Kubernetes: Pod vs Node
One of the most confusing concepts when starting with Kubernetes. The office building analogy clicked for me.
The Simple Analogyβ
| Kubernetes | Real world |
|---|---|
| Node | The building (physical or virtual) |
| Pod | One office (tenant) inside the building |
| Kubernetes | The building manager |
- Node = a real Azure/AWS/GCP virtual machine with actual CPU, RAM, and optionally GPU. You pay for it by the hour whether anyone is inside or not.
- Pod = a running program that lives inside a node. Uses a slice of the node's CPU/RAM/GPU. One node can hold many pods.
- Kubernetes = decides which pod goes into which node. Adds new nodes when full. Removes empty nodes to save cost.
Key Differencesβ
| Property | Node | Pod |
|---|---|---|
| What is it | Azure/AWS VM | Running software process |
| Startup time | 5β8 min (VM provisioning) | 10β30 sec (container start) |
| Cost | Paid per hour while it exists | No direct cost β shares node's cost |
| Who manages it | Cluster Autoscaler | KEDA / HPA |
| Count on one node | 1 | Many |
One Node, Many Podsβ
NODE (Azure VM β 24 CPU Β· 220 GB RAM Β· 1Γ A100 GPU)
βββ vLLM pod β uses: GPU (full), 8 CPU, 64 GB RAM
βββ Doc normaliser pod β uses: 2 CPU, 4 GB RAM (no GPU)
βββ Router pod β uses: 1 CPU, 2 GB RAM (no GPU)
βββ SAP connector pod β uses: 2 CPU, 4 GB RAM (no GPU)
Pod count does not affect Azure billing. Whether 1 pod or 10 pods run on the same node, the bill stays the same. Cost only increases when you add a second node.
When does a new Node get added?β
Only when the node runs out of a resource that a new pod needs. For AI inference:
- New POs arrive β KEDA adds more vLLM pods (fast, seconds)
- Node runs out of GPU capacity β new pods can't fit β go
Pending - Cluster Autoscaler detects
Pendingpods β provisions a new Azure VM (5β8 min) - New pods schedule on the new node
The Scaling Ruleβ
KEDA scales pods first (seconds). When the node can't fit more pods, Cluster Autoscaler scales nodes (minutes).
This is why pre-warming matters for AI inference β if you need a node ready in < 60 seconds, you must provision it before traffic arrives, not after.
GPU Pods β Special Rulesβ
With GPU workloads, one important constraint: by default, nvidia.com/gpu: 1 in Kubernetes means exclusive access to the full GPU. Only one pod can claim it per GPU.
On a node with 1 A100:
- Valid: 1 vLLM pod (owns the GPU) + N CPU-only pods
- Invalid: 2 vLLM pods both requesting
nvidia.com/gpu: 1β second one can't schedule
Solutions when you need 2 GPU pods on 1 node: see GPU Inference Serving.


- What to do:
Please restate the entries verbatim. The copy should hold no pictures.
(Recorded information)
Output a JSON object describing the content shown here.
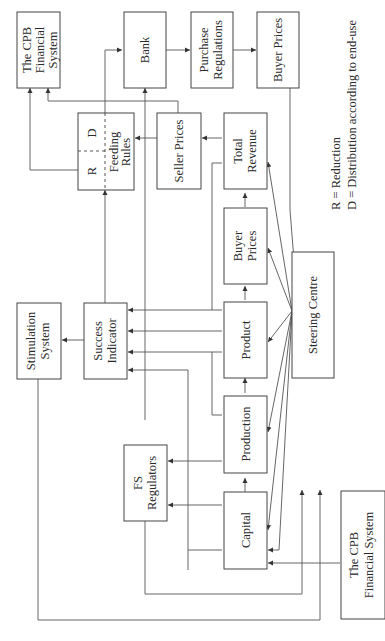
{
  "diagram": {
    "orientation": "rotated-90-ccw",
    "nodes": {
      "cpb_top": {
        "line1": "The CPB",
        "line2": "Financial",
        "line3": "System"
      },
      "bank": {
        "label": "Bank"
      },
      "purchase_regulations": {
        "line1": "Purchase",
        "line2": "Regulations"
      },
      "buyer_prices_top": {
        "label": "Buyer Prices"
      },
      "feeding_rules": {
        "r": "R",
        "d": "D",
        "line1": "Feeding",
        "line2": "Rules"
      },
      "seller_prices": {
        "label": "Seller Prices"
      },
      "total_revenue": {
        "line1": "Total",
        "line2": "Revenue"
      },
      "stimulation_system": {
        "line1": "Stimulation",
        "line2": "System"
      },
      "success_indicator": {
        "line1": "Success",
        "line2": "Indicator"
      },
      "buyer_prices_mid": {
        "line1": "Buyer",
        "line2": "Prices"
      },
      "product": {
        "label": "Product"
      },
      "steering_centre": {
        "label": "Steering Centre"
      },
      "production": {
        "label": "Production"
      },
      "fs_regulators": {
        "line1": "FS",
        "line2": "Regulators"
      },
      "capital": {
        "label": "Capital"
      },
      "cpb_bottom": {
        "line1": "The CPB",
        "line2": "Financial System"
      }
    },
    "legend": {
      "r": "R = Reduction",
      "d": "D = Distribution according to end-use"
    }
  }
}
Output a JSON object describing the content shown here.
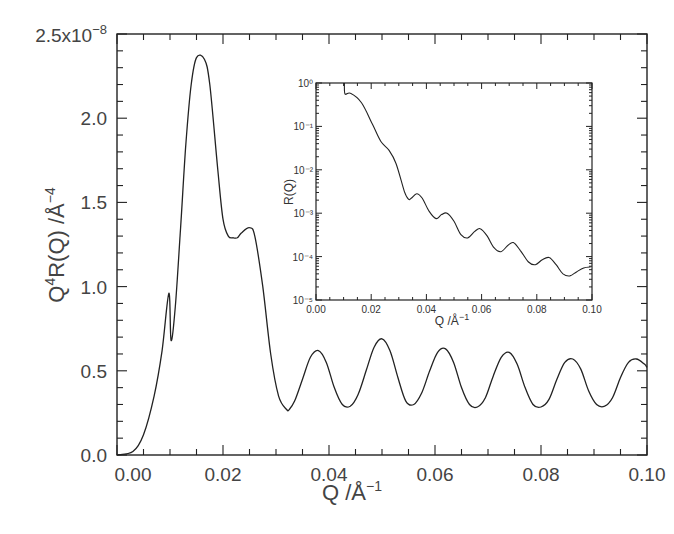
(End Recorded information)
- The answer:
Output a JSON object describing the content shown here.
{
  "diagram": {
    "orientation": "rotated-90-ccw",
    "nodes": {
      "cpb_top": {
        "line1": "The CPB",
        "line2": "Financial",
        "line3": "System"
      },
      "bank": {
        "label": "Bank"
      },
      "purchase_regulations": {
        "line1": "Purchase",
        "line2": "Regulations"
      },
      "buyer_prices_top": {
        "label": "Buyer Prices"
      },
      "feeding_rules": {
        "r": "R",
        "d": "D",
        "line1": "Feeding",
        "line2": "Rules"
      },
      "seller_prices": {
        "label": "Seller Prices"
      },
      "total_revenue": {
        "line1": "Total",
        "line2": "Revenue"
      },
      "stimulation_system": {
        "line1": "Stimulation",
        "line2": "System"
      },
      "success_indicator": {
        "line1": "Success",
        "line2": "Indicator"
      },
      "buyer_prices_mid": {
        "line1": "Buyer",
        "line2": "Prices"
      },
      "product": {
        "label": "Product"
      },
      "steering_centre": {
        "label": "Steering Centre"
      },
      "production": {
        "label": "Production"
      },
      "fs_regulators": {
        "line1": "FS",
        "line2": "Regulators"
      },
      "capital": {
        "label": "Capital"
      },
      "cpb_bottom": {
        "line1": "The CPB",
        "line2": "Financial System"
      }
    },
    "legend": {
      "r": "R = Reduction",
      "d": "D = Distribution according to end-use"
    }
  }
}
Output a JSON object describing the content shown here.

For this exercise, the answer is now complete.